So long, Tom Petty
My earliest memory of Tom Petty is watching the Heartbreakers perform “Change of Heart” on Saturday Night Live in 1983. The anger of this song spoke to me. Even as a 15 year-old, I sensed that the ladies didn’t exactly dig me, and a lyric that said – in essence – “Screw you, I’ll be fine without you” felt might satisfying to a brooding teenager, not to mention that as an aspiring keyboardist I dug the sounds of Benmont Tench, always tasteful, never overplaying.
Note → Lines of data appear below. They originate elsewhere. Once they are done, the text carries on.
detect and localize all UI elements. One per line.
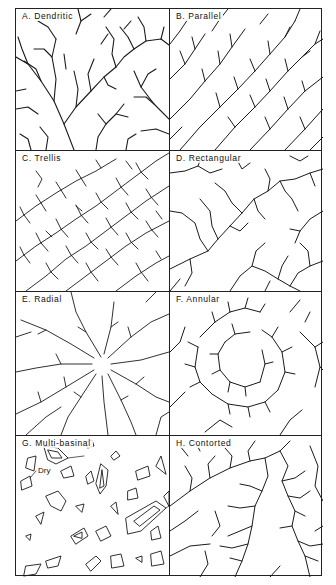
panel-parallel: B. Parallel [170, 9, 323, 150]
trellis-drainage-drawing [16, 151, 169, 291]
panel-rectangular: D. Rectangular [170, 151, 323, 291]
panel-trellis: C. Trellis [16, 151, 169, 291]
panel-radial: E. Radial [16, 292, 169, 435]
panel-contorted: H. Contorted [170, 436, 323, 577]
dendritic-drainage-drawing [16, 9, 169, 150]
panel-label-dendritic: A. Dendritic [20, 11, 75, 21]
annular-drainage-drawing [170, 292, 323, 435]
panel-label-contorted: H. Contorted [174, 438, 233, 448]
panel-label-annular: F. Annular [174, 294, 222, 304]
panel-label-radial: E. Radial [20, 294, 64, 304]
radial-drainage-drawing [16, 292, 169, 435]
panel-label-trellis: C. Trellis [20, 153, 63, 163]
panel-label-parallel: B. Parallel [174, 11, 223, 21]
panel-label-multi-basinal: G. Multi-basinal [20, 438, 93, 448]
dry-annotation: Dry [38, 466, 50, 475]
multi-basinal-drainage-drawing [16, 436, 169, 577]
panel-dendritic: A. Dendritic [16, 9, 169, 150]
drainage-patterns-figure: A. Dendritic [15, 8, 322, 576]
contorted-drainage-drawing [170, 436, 323, 577]
rectangular-drainage-drawing [170, 151, 323, 291]
panel-label-rectangular: D. Rectangular [174, 153, 243, 163]
panel-multi-basinal: G. Multi-basinal Dry [16, 436, 169, 577]
parallel-drainage-drawing [170, 9, 323, 150]
panel-annular: F. Annular [170, 292, 323, 435]
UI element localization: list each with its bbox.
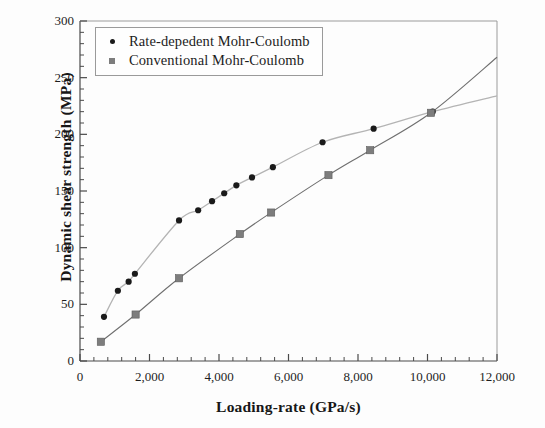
x-tick-label: 0 — [45, 369, 115, 385]
data-point-circle — [319, 139, 325, 145]
x-tick-label: 12,000 — [462, 369, 532, 385]
data-point-circle — [132, 271, 138, 277]
series-line-conventional — [101, 57, 497, 341]
data-point-square — [132, 311, 139, 318]
data-point-circle — [115, 288, 121, 294]
x-tick-label: 2,000 — [115, 369, 185, 385]
square-marker-icon — [104, 58, 120, 64]
data-point-square — [427, 109, 434, 116]
data-point-circle — [270, 164, 276, 170]
data-point-circle — [371, 126, 377, 132]
data-point-square — [268, 209, 275, 216]
data-point-circle — [233, 182, 239, 188]
data-point-circle — [209, 198, 215, 204]
x-tick-label: 4,000 — [184, 369, 254, 385]
data-point-circle — [126, 279, 132, 285]
data-point-circle — [176, 217, 182, 223]
data-point-square — [325, 172, 332, 179]
data-point-circle — [221, 190, 227, 196]
legend-item-label: Rate-depedent Mohr-Coulomb — [129, 33, 310, 50]
series-line-rate-dependent — [104, 96, 497, 317]
data-point-square — [97, 338, 104, 345]
x-axis-tick-labels: 02,0004,0006,0008,00010,00012,000 — [0, 369, 545, 393]
x-tick-label: 10,000 — [393, 369, 463, 385]
data-point-square — [236, 230, 243, 237]
data-point-circle — [101, 314, 107, 320]
chart-figure: Dynamic shear strength (MPa) 05010015020… — [0, 0, 545, 428]
x-tick-label: 8,000 — [323, 369, 393, 385]
data-point-square — [367, 147, 374, 154]
legend-item-label: Conventional Mohr-Coulomb — [129, 52, 304, 69]
data-point-circle — [195, 207, 201, 213]
x-axis-title: Loading-rate (GPa/s) — [80, 398, 497, 416]
legend: Rate-depedent Mohr-Coulomb Conventional … — [95, 27, 323, 76]
legend-item: Rate-depedent Mohr-Coulomb — [104, 32, 310, 51]
data-point-circle — [249, 174, 255, 180]
x-tick-label: 6,000 — [254, 369, 324, 385]
legend-item: Conventional Mohr-Coulomb — [104, 51, 310, 70]
data-point-square — [175, 275, 182, 282]
circle-marker-icon — [104, 39, 120, 44]
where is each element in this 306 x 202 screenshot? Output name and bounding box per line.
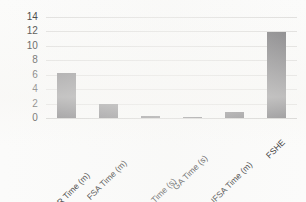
y-tick-label: 2 [32,99,38,109]
bar-series [46,17,297,118]
y-tick-label: 6 [32,70,38,80]
y-tick-label: 4 [32,84,38,94]
x-tick-label: RS-IHS-QR Time (s) [116,177,177,202]
chart-screenshot: 02468101214 PSO-QR Time (m)FSA Time (m)R… [0,0,306,202]
bar [57,73,76,118]
plot-area [46,17,297,118]
x-tick-label: PSO-QR Time (m) [36,171,91,202]
x-tick-label: FSA Time (m) [85,159,128,202]
bar [267,32,286,118]
x-tick-label: FSHE [265,138,287,160]
y-tick-label: 10 [27,41,38,51]
y-tick-label: 12 [27,26,38,36]
x-tick-label: IFSA Time (m) [210,160,255,202]
y-tick-label: 8 [32,55,38,65]
x-tick-label: GA Time (s) [172,154,210,192]
y-axis: 02468101214 [0,17,43,118]
y-tick-label: 14 [27,12,38,22]
bar [99,104,118,118]
x-axis: PSO-QR Time (m)FSA Time (m)RS-IHS-QR Tim… [0,118,306,202]
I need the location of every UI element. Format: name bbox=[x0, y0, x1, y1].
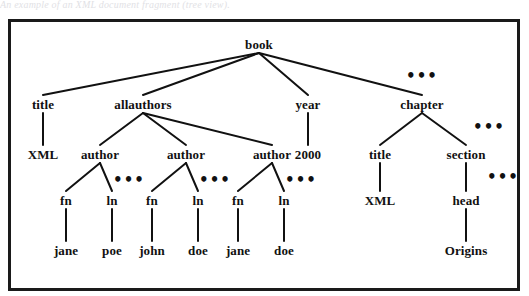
ellipsis-ell-chapter-siblings: ••• bbox=[406, 69, 438, 84]
tree-node-ln2: ln bbox=[192, 194, 203, 207]
tree-node-title2: title bbox=[369, 148, 391, 161]
tree-edge bbox=[66, 163, 100, 191]
tree-edge bbox=[152, 163, 186, 191]
ellipsis-ell-author2: ••• bbox=[199, 173, 231, 188]
ellipsis-ell-author3: ••• bbox=[285, 173, 317, 188]
tree-node-jane2: jane bbox=[226, 244, 250, 257]
tree-node-xml2: XML bbox=[365, 194, 396, 207]
tree-node-origins: Origins bbox=[445, 244, 488, 257]
figure-caption: An example of an XML document fragment (… bbox=[0, 0, 529, 10]
ellipsis-ell-section-siblings: ••• bbox=[473, 120, 505, 135]
tree-edge bbox=[238, 163, 272, 191]
tree-edge bbox=[100, 113, 143, 145]
tree-node-author2: author bbox=[167, 148, 205, 161]
tree-node-y2000: 2000 bbox=[295, 148, 321, 161]
tree-edge bbox=[186, 163, 198, 191]
tree-node-book: book bbox=[245, 38, 273, 51]
tree-node-fn2: fn bbox=[146, 194, 158, 207]
figure-frame: booktitleallauthorsyearchapterXMLauthora… bbox=[8, 19, 520, 291]
tree-node-john: john bbox=[139, 244, 165, 257]
tree-node-author1: author bbox=[81, 148, 119, 161]
tree-node-ln3: ln bbox=[278, 194, 289, 207]
tree-node-year: year bbox=[296, 98, 321, 111]
tree-edge bbox=[380, 113, 422, 145]
tree-node-chapter: chapter bbox=[400, 98, 443, 111]
tree-node-xml1: XML bbox=[28, 148, 59, 161]
tree-node-doe2: doe bbox=[274, 244, 294, 257]
tree-node-head: head bbox=[452, 194, 479, 207]
tree-node-fn3: fn bbox=[232, 194, 244, 207]
tree-edge bbox=[422, 113, 466, 145]
ellipsis-ell-author1: ••• bbox=[113, 173, 145, 188]
ellipsis-ell-head-siblings: ••• bbox=[487, 170, 519, 185]
tree-edge bbox=[143, 113, 272, 145]
tree-edge bbox=[43, 53, 259, 95]
tree-node-doe1: doe bbox=[188, 244, 208, 257]
tree-node-author3: author bbox=[253, 148, 291, 161]
tree-edge bbox=[143, 53, 259, 95]
tree-node-allauthors: allauthors bbox=[114, 98, 171, 111]
tree-node-ln1: ln bbox=[106, 194, 117, 207]
tree-node-title1: title bbox=[32, 98, 54, 111]
tree-node-poe: poe bbox=[102, 244, 122, 257]
tree-node-jane1: jane bbox=[54, 244, 78, 257]
tree-node-section: section bbox=[447, 148, 486, 161]
tree-edge bbox=[272, 163, 284, 191]
tree-node-fn1: fn bbox=[60, 194, 72, 207]
tree-edge bbox=[100, 163, 112, 191]
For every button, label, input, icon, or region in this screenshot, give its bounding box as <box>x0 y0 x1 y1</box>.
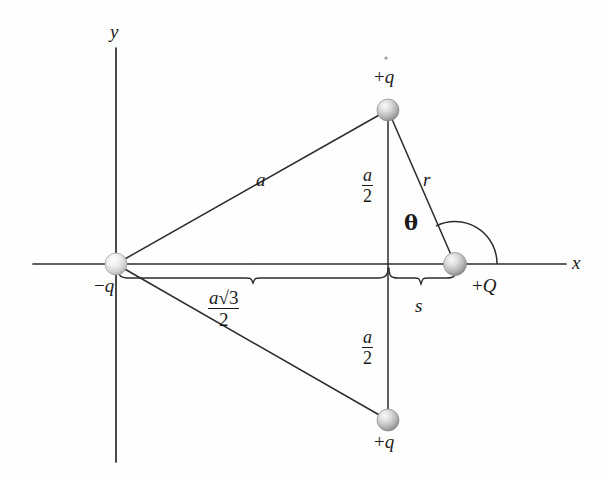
charge-bottom-symbol: q <box>385 431 395 452</box>
segment-label-a: a <box>256 170 266 189</box>
charge-left-sign: − <box>94 275 105 296</box>
charge-top-sign: + <box>374 66 385 87</box>
charge-left-symbol: q <box>105 275 115 296</box>
charge-sphere-left <box>105 253 127 275</box>
a-sqrt3-denominator: 2 <box>208 308 239 330</box>
half-a-upper-denominator: 2 <box>362 185 373 206</box>
diagram-canvas <box>0 0 606 479</box>
charge-sphere-top <box>377 99 399 121</box>
x-axis-label: x <box>572 253 580 272</box>
half-a-label-lower: a 2 <box>362 328 373 368</box>
charge-top-symbol: q <box>385 66 395 87</box>
scan-speck <box>384 56 387 59</box>
half-a-upper-numerator: a <box>362 166 373 185</box>
charge-sphere-right <box>444 253 467 276</box>
y-axis-label: y <box>110 22 118 41</box>
charge-bottom-sign: + <box>374 431 385 452</box>
charge-label-top: +q <box>374 67 394 86</box>
a-sqrt3-numerator: a√3 <box>208 288 239 308</box>
brace-a-sqrt3 <box>118 268 388 283</box>
distance-label-s: s <box>415 296 422 315</box>
charge-label-bottom: +q <box>374 432 394 451</box>
a-sqrt3-over-2-label: a√3 2 <box>208 288 239 330</box>
angle-label-theta: θ <box>404 212 418 233</box>
charge-label-left: −q <box>94 276 114 295</box>
physics-diagram-figure: y x +q −q +q +Q a r θ s a 2 a 2 a√3 2 <box>0 0 606 479</box>
a-sqrt3-radical: √3 <box>219 287 239 308</box>
half-a-lower-numerator: a <box>362 328 373 347</box>
charge-spheres <box>105 99 467 431</box>
charge-label-right: +Q <box>472 276 496 295</box>
half-a-lower-denominator: 2 <box>362 347 373 368</box>
charge-right-sign: + <box>472 275 483 296</box>
a-sqrt3-a-symbol: a <box>209 287 219 308</box>
triangle-edges <box>116 110 455 420</box>
segment-label-r: r <box>423 170 430 189</box>
charge-sphere-bottom <box>377 409 399 431</box>
half-a-label-upper: a 2 <box>362 166 373 206</box>
segment-r <box>388 110 455 264</box>
segment-a-upper <box>116 110 388 264</box>
segment-a-lower <box>116 264 388 420</box>
charge-right-symbol: Q <box>483 275 497 296</box>
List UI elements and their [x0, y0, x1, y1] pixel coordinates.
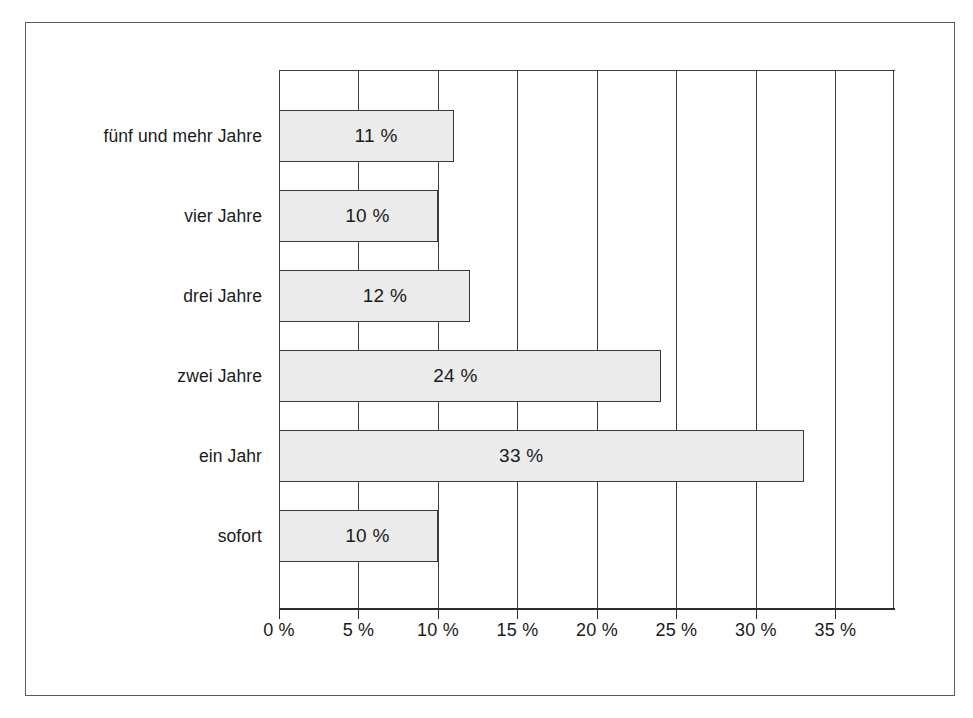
x-tick-10 — [438, 608, 439, 619]
x-tick-35 — [835, 608, 836, 619]
x-tick-label-35: 35 % — [814, 620, 856, 641]
bar-value-label: 24 % — [433, 365, 478, 387]
gridline-15 — [517, 70, 518, 608]
x-tick-label-25: 25 % — [655, 620, 697, 641]
x-tick-15 — [517, 608, 518, 619]
x-tick-0 — [279, 608, 280, 619]
bar: 11 % — [279, 110, 454, 162]
gridline-35 — [835, 70, 836, 608]
category-label: sofort — [218, 526, 262, 547]
x-tick-20 — [597, 608, 598, 619]
category-label: ein Jahr — [199, 446, 262, 467]
x-tick-30 — [756, 608, 757, 619]
x-tick-5 — [358, 608, 359, 619]
category-axis-labels: fünf und mehr Jahrevier Jahredrei Jahrez… — [0, 0, 262, 718]
bar: 12 % — [279, 270, 470, 322]
bar-value-label: 12 % — [363, 285, 408, 307]
bar: 24 % — [279, 350, 661, 402]
category-label: vier Jahre — [184, 206, 262, 227]
bar-value-label: 33 % — [499, 445, 544, 467]
x-tick-label-0: 0 % — [263, 620, 295, 641]
gridline-20 — [597, 70, 598, 608]
gridline-25 — [676, 70, 677, 608]
category-label: zwei Jahre — [177, 366, 262, 387]
plot-right-edge — [893, 70, 894, 608]
x-tick-label-30: 30 % — [735, 620, 777, 641]
bar: 10 % — [279, 510, 438, 562]
x-axis-line — [279, 608, 895, 610]
category-label: fünf und mehr Jahre — [103, 126, 262, 147]
x-tick-label-10: 10 % — [417, 620, 459, 641]
category-label: drei Jahre — [183, 286, 262, 307]
x-tick-label-5: 5 % — [343, 620, 375, 641]
bar: 33 % — [279, 430, 804, 482]
bar-value-label: 10 % — [345, 205, 390, 227]
x-tick-label-20: 20 % — [576, 620, 618, 641]
x-tick-25 — [676, 608, 677, 619]
x-tick-label-15: 15 % — [497, 620, 539, 641]
gridline-30 — [756, 70, 757, 608]
bar: 10 % — [279, 190, 438, 242]
bar-value-label: 11 % — [355, 125, 398, 147]
bar-value-label: 10 % — [345, 525, 390, 547]
chart-figure: fünf und mehr Jahrevier Jahredrei Jahrez… — [0, 0, 973, 718]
Two years later, while washing dishes at Seigo’s Japanese Steakhouse in Brookfield, Wisconsin, a strange song with a sitar, synth drums, and the inimitable twang of Tom Petty came on the radio, as the band had switched gears with “Don’t Come Around Here No More.” A few months later my buddy Jim and I attended his show at Alpine Valley (with Til Tuesday opening) and yes, the Southern Accents tour featured a horn section and a huge Confederate Flag that seem incomprehensible and tasteless in hindsight, but for an ignorant 17 year-old the power of the show hit home. “Hey, hey, hey. I was born a rebel.” Fuck, yeah. I left the concert feeling empowered and emboldened…and then I got my first speeding ticket from the Wisconsin’s finest on the way home and learned that I was anything but.
Flash forward two years, and Petty was back at Alpine Valley (I believe with the BoDeans opening, my buddy Kurt in attendance with me), and the satisfying vitriol was back with my favorite Petty song of all time – “Jammin’ Me.” Yeah, man. “Give ‘em all someplace to go.” Few words were more satisfying to my young-adult self.
I didn’t see Petty perform again until 2003 at the intimate setting of the Vic Theatre in Chicago. Petty had aged and mellowed somewhat and I had aged and mellowed somewhat, now a father of three. Allow me illustrate by sharing my two most vivid memories of that show:
1) Petty saying something like, “This one’s for those who are no longer with us,” before playing “Handle With Care.” By then, Roy Orbison and George Harrison were gone, and just a few months earlier bassist Howie Epstein had died as well. It was a somber moment.
2) Me wishing to God that the encore would end because my feet were killing me after standing for about four hours on a concrete floor.
Yep, the vitriol was gone, and now all I wanted was some Advil and a good night’s sleep.
I’d lost track of most of Petty’s releases over the past few decades. I paid modest attention to Wildflowers and never got back on the bus, but there’s no denying the fact that the Heartbreakers fed the soul of my youth.
So long, Tom. Rest in peace.
And to music fans everywhere: brace yourselves. Petty, Bowie, Prince, Emerson, Lake, Michael...these are only the beginning. It’s going to be a rough, rough ride.